In the aftermath of losing the 1998 Dublin SFC final, several Na Fianna players sought sanctuary in the dark and loud and smoky clutches of Copper Face Jacks, the long-standing nightclub on Dublin’s Harcourt Street.
As Farrell and his team-mates were trying to numb the pain, McGeeney and his Armagh colleague Diarmaid Marsden passed by and respectful nods were exchanged.
Farrell had played against McGeeney previously but, though he recognised him that night as a fellow county player, initially the Dubliner was flummoxed.
“My memory blanked,” Farrell would confess seven years later in his enthralling autobiography, Tangled Up in Blue. “Then McGeeney approached me and, mercifully, just as he extended his hand, his name popped into my head.”
The conversation that followed was the beginning of a mutually beneficial and enduring friendship – they would go on to share a dressingroom, win three county titles as Na Fianna team-mates and on the day the Gaelic Players Association was officially launched in Belfast the pair travelled together from Dublin to the event.
The exact details of that nightclub conversation in the small hours of the morning 27 years ago might forever be hazy but at some point the chat moved towards McGeeney considering a move to play his club football in the capital. He was working in Dublin with the Irish Sports Council at the time. St Vincent’s had already been in touch. Farrell made his play.
“Having at least signalled our ambition by reaching the county final, I suggested, very politely, that he might consider coming up to Mobhi Road for a look and gave him my phone number,” he recalled. “A couple of weeks later, McGeeney rang and said he and his Armagh colleague Des Mackin would be interested in talking to the club.”
Farrell, Mick Galvin (current Dublin selector) and then Na Fianna manager Paul “Pillar” Caffrey met the duo and convinced them to pull on the blue and yellow.
Having only previously won two Dublin senior football titles (1969 and 1979), Na Fianna achieved a famous three in-a-row in 1999-2001. They also contested an All-Ireland club final in 2000 – a particularly compelling fixture for McGeeney and Mackin as Na Fianna’s opponents that day were the pair’s south Armagh neighbours, Crossmaglen Rangers.
“There’s no question, I don’t think that success would have happened without Dessie and Kieran,” says Karl Donnelly, who played in all four of those Dublin SFC finals between 1998 and 2001.
Donnelly was also an Ireland basketball international at the time.
“Kieran set his standards by his actions more than anything in the early days, the level of intensity he would have brought to training would have been up significantly from what we would have been used to at the time.
“I’d have known it a little bit from the level I was playing at in basketball so I would have embraced that when he arrived.
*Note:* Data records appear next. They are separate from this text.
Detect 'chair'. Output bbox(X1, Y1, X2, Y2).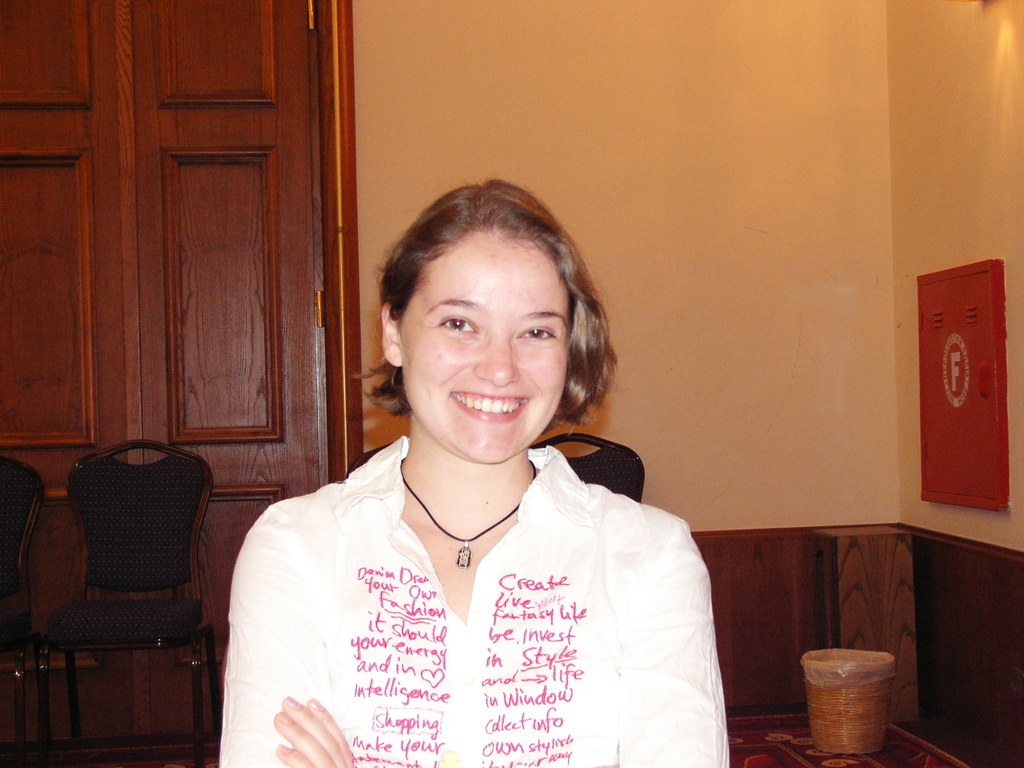
bbox(0, 457, 38, 767).
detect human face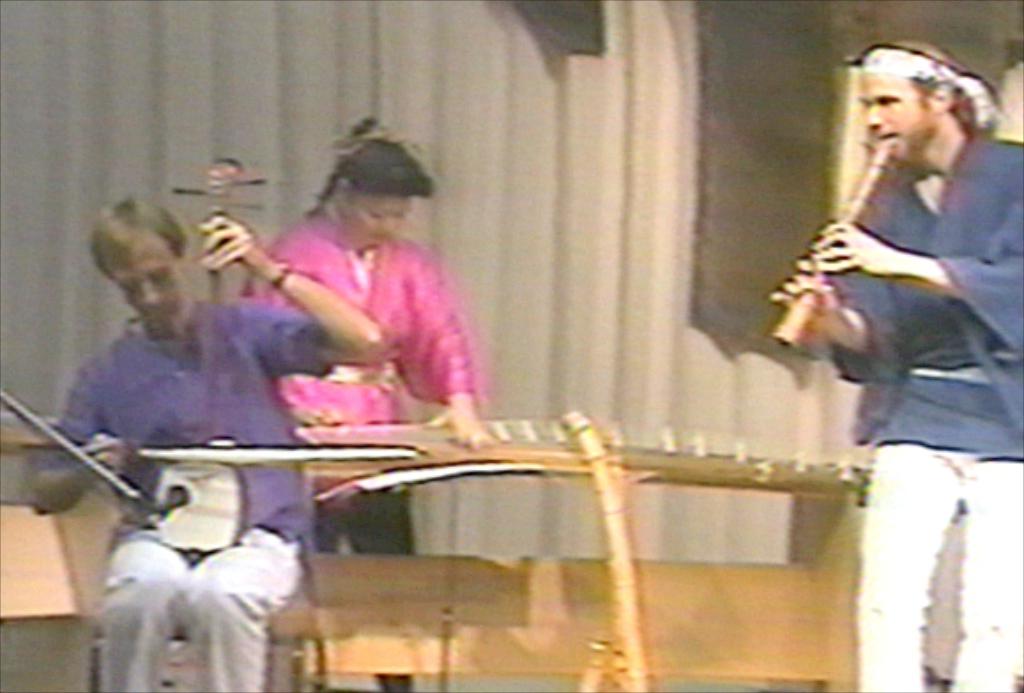
bbox=[340, 187, 409, 242]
Personally, I really enjoyed that seriousness, preparation and the intensity he brought.
“Every training session was an opportunity for us to develop and get better. He would have brought that intensity and it deterred lads from going half-arsed in drills.”
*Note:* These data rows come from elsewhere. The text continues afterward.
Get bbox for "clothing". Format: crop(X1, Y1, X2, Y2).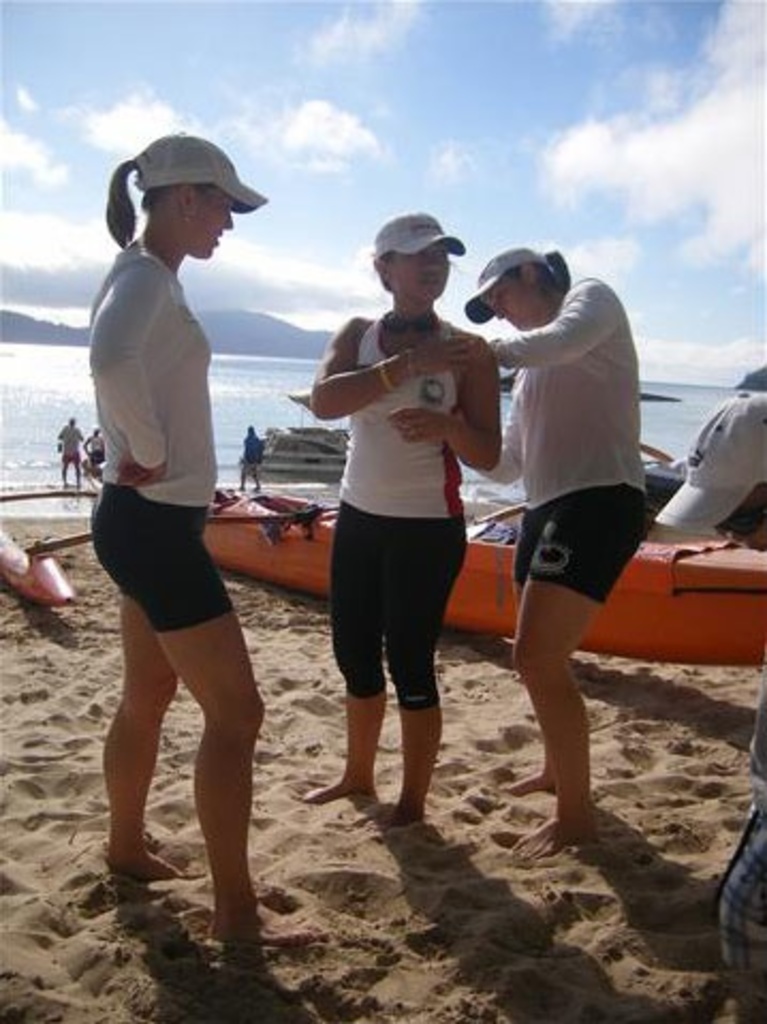
crop(491, 276, 652, 605).
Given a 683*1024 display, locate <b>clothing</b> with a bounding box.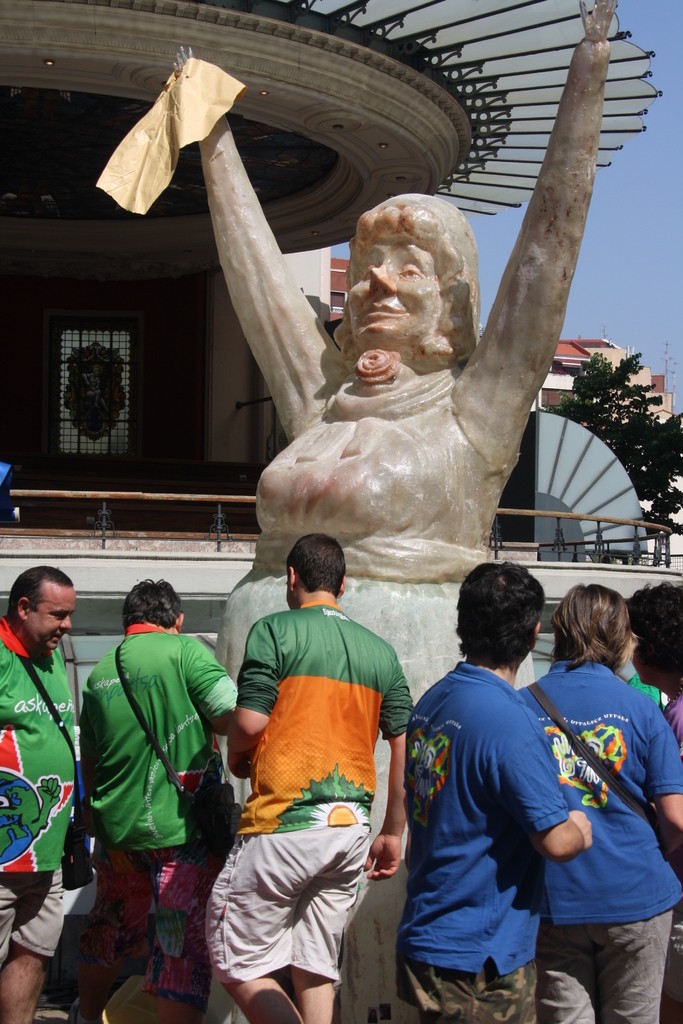
Located: box(0, 619, 82, 961).
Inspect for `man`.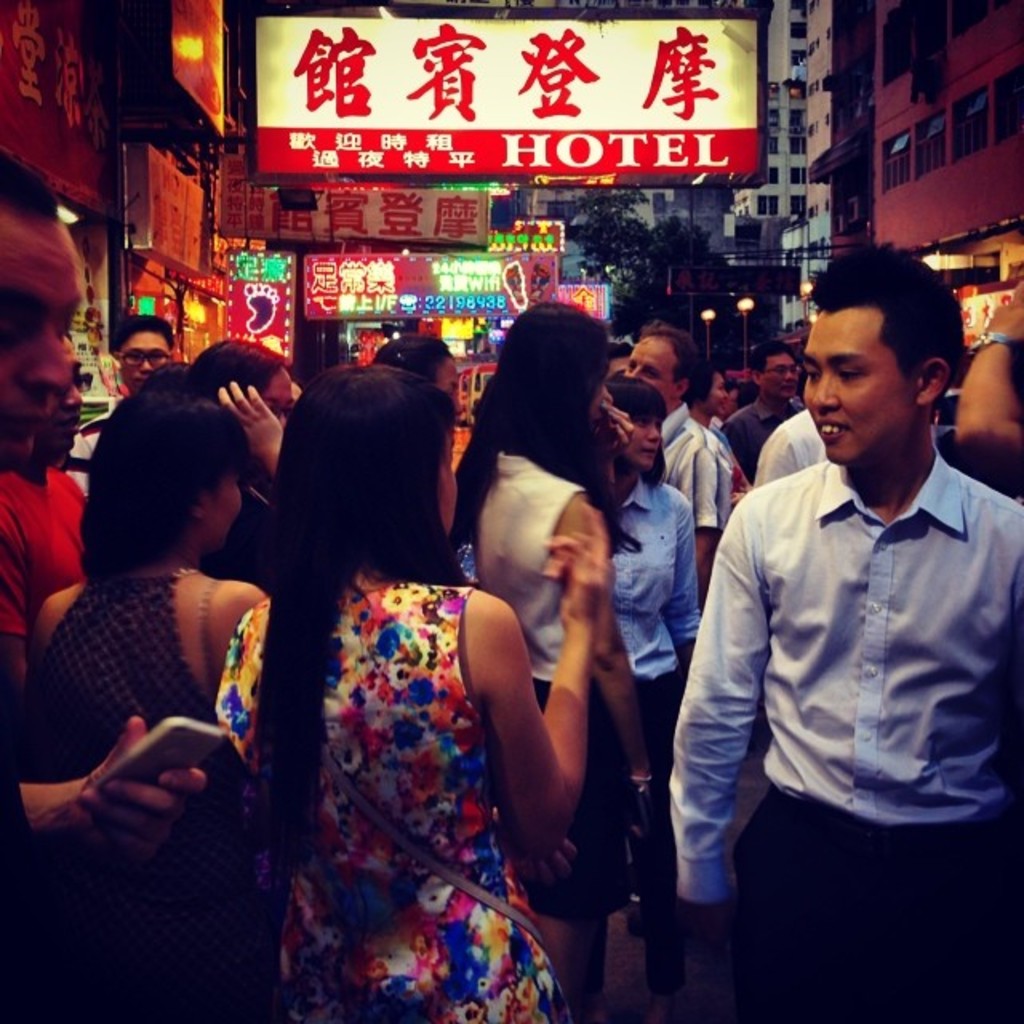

Farrell would later write that McGeeney’s arrival helped him personally in achieving his goals with Na Fianna.
“For years, my clubmates had to listen to me constantly droning on about raising standards, about the importance of greater sacrifice, of greater application, of discipline,” said Farrell.
“At times I wouldn’t have been the most popular for it; I never shied away from telling a lad to his face that he wasn’t focused, that he was an underachiever. Now, there was someone even more zealous than me, a man who believed in realising his ambition.”
John Horan, who would become president of the GAA from 2018-21, had spent years toiling away with teams in Na Fianna. He had either coached many of the players with the club or taught them in St Vincent’s secondary school, Glasnevin.
“The leadership was always there with Dessie but when you got another strong leader in the room like Kieran, it certainly made a huge difference. Between the two of them, they drove it on,” recalls Horan.
McGeeney’s arrival was the missing link but Farrell had spent years laying down the foundations.
“Dessie was the architect of putting in all that infrastructure in terms of wanting to improve the standards,” adds Donnelly, who was a late convert to Gaelic football, having focused mostly on basketball and soccer until then.
“I would have heard stories subsequently that he was instrumental in bringing the Na Fianna seniors out of a kind of malaise of being also-rans.”
Success followed success. On the back of all the club titles, in 2002 McGeeney captained Armagh to their maiden All-Ireland SFC triumph.
In the semi-final they overcame Dublin, a game in which Farrell was deployed at centre forward to mark McGeeney in a deliberate ploy by the Dubs to try to curtail the Armagh captain’s influence on the game.
Armagh beat Dublin in a qualifier in 2003 – also a game in which both McGeeney and Farrell played – but by the time the counties next met in the championship, in 2010, both had retired.
McGeeney was managing the Kildare senior footballers at that stage while in 2011 Farrell would manage the Dublin minors to an All-Ireland minor final appearance.
Sunday’s All-Ireland round-robin game is the first championship meeting between the counties in 15 years and only the sixth in history.
On the road to this point, both men have endured difficult days on the sideline but ultimately they have each managed their county to All-Ireland titles. Farrell won the minors in 2012, the under-21s in 2014 and 2017 and claimed the senior title in 2020 and 2023, and McGeeney led the seniors to glory in 2024.
Their relationship has transcended football pitches and sidelines – evolving from the dressingroom to the boardroom. Both were founding members of the GPA at the Wellington Park Hotel in Belfast in September 1999.
Farrell was one of only two non-Ulster players present, Galway’s Ja Fallon the other. On finishing work at St Brendan’s Hospital in Grangegorman earlier that day, Farrell was picked up by McGeeney and they travelled together to Belfast.
“On the road we spoke about player welfare issues, the first proper conversation I’d ever had on the subject,” recalled Farrell in his book. “I was taken aback by Kieran’s perspective. I found the conversation illuminating.”
That car trip would be the start of another journey for Farrell – he later served as chief executive of the GPA between 2003-2016. McGeeney had a stint as GPA secretary.
In the days following Armagh’s victory over Galway in last July’s All-Ireland final, Donnelly sent McGeeney a congratulatory text. It certainly wasn’t the only message McGeeney received from his old comrades in Mobhi Road.
“The friendships and the experiences and the craic that we had around that team, while all that stuff was happening on the pitch there was also the social aspect to it where connections and bonds were created that you probably cherish for life more than any of the medals,” adds Donnelly.
Na Fianna have yet to add another Dublin SFC but they have come close in recent years – losing a final in 2022.
“Those teams with Dessie and Kieran, they upped standards and gave everybody involved with the club an understanding of what was required in the context of effort and commitment to become successful,” adds Horan.
Given both Dublin and Armagh chalked up wins in their opening group games of this year’s All-Ireland series, the jeopardy at Croke Park this Sunday is not what it might have been had results turned out otherwise.
Still, it’s the 2024 Sam Maguire winners against the 2023 Sam Maguire winners, Armagh against Dublin, McGeeney against Farrell.
“They are two very good leaders in the context both have gone on to manage their county to All-Ireland wins,” says Horan. “To have had two future All-Ireland-winning managers playing on the one team, very few club teams could claim that. They were the difference.”